On May 20, 1932, Gandhi went on a fast in Yerwada Jail protesting against separate electoral representation for backward Hindus. Tagore sent a telegram to Gandhiji saying, “It is well worth sacrificing precious life for the sake of India’s unity and her social integrity. Though we cannot anticipate what effect it may have upon rulers who may not understand its immense importance for our people, we feel certain that the supreme appeal of such self-offering to the conscience of our own countrymen will not be in vain. I fervently hope that we will not callously allow such national tragedy to reach its extreme length. Our sorrowing hearts will follow your sublime penance with reverence and love.”

The same day Gandhiji wrote a letter to Tagore saying, “This is early morning 3 o’clock of Tuesday. I enter the fiery gate at noon — if you can bless the effort. I want it. You have been to me a true friend because you have been a candid friend often speaking your though aloud.
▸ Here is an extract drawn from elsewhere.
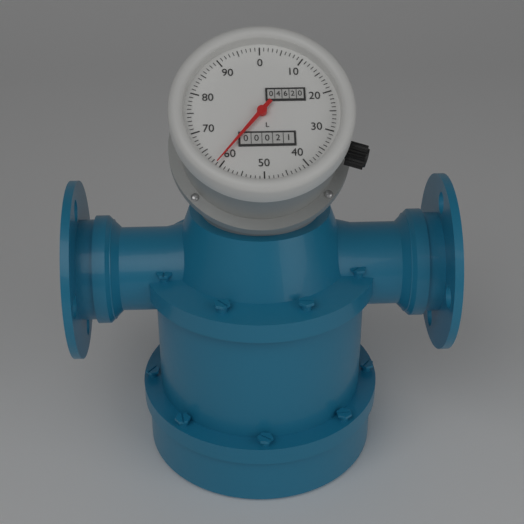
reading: 61 L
I had looked forward to a firm opinion from you one or the other. But you have refused to criticize. Though it can now only be during my fast. I will yet prize your criticism, if your heart condemns my action. I am not too proud to make an open confession of my blunder, whatever the cost of confession, I find myself in error. If your heart approves the action I want your blessing. It will sustain me I hope I have made myself clear. My love.”

A note was added by Gandhi to this letter, “Just as I was handing this to the Superintendent, I got your loving and magnificent wire. It will sustain me in the midst of the storm I am about to enter”. (Source: Rabindra Rachanawali, Vol. 14)

Worried about the health of Mahatma Gandhi, fasting in Yerwada Jail, Tagore reached Pune to see for himself. Gandhi sent his son to escort Tagore inside. By that time, the British Government had accepted the demand of Mahatma Gandhi and Gandhi agreed to break his fast. Kamala Nehru prepared the juice and Kasturba Gandhi offered the sip. Tagore was requested by Gandhi to sing a self-composed song. He sang jiban jakhan shukai e jai, karunadharai eso (When the heart is hard and parched up, come upon me with a shower of mercy).

Mahatma Gandhi visited Tagore’s school and university in Santiniketan on four occasions — twice with Kasturba Gandhi and twice alone. In 1936, Tagore reached Delhi with his Dance Drama team after visiting Allahabad and Lucknow with the purpose of collecting funds for Vishwa Bharati to tide over the money crunch. This left Gandhi sad to see that his Tagore at such an old age moving around collecting funds. Gandhiji met him and arranged the money.

In 1940, a year before Tagore’s death, Gandhi along with his wife Kasturba Gandhi went to see the ailing poet, where Tagore asked him to take charge of Vishwa Bharati after his absence. In his last visit to Shantiniketan, in 1945, Gandhi visited an institution still lamenting the loss of its Tagore. Gandhi addressed the community saying, “It is my conviction … that Gurudev as a person was much bigger than his works; bigger even than this institution.”

As a writer puts it, “Mahatma Gandhi and Gurudev Rabindranath Tagore were, politically and ideologically speaking, extremely different. But that did not stop them from forming a strong bond of fellowship, based on mutual respect for one another’s efforts and differences. Their individual impacts on India are incomparable, their legacies are immortal, their friendship was eternal.”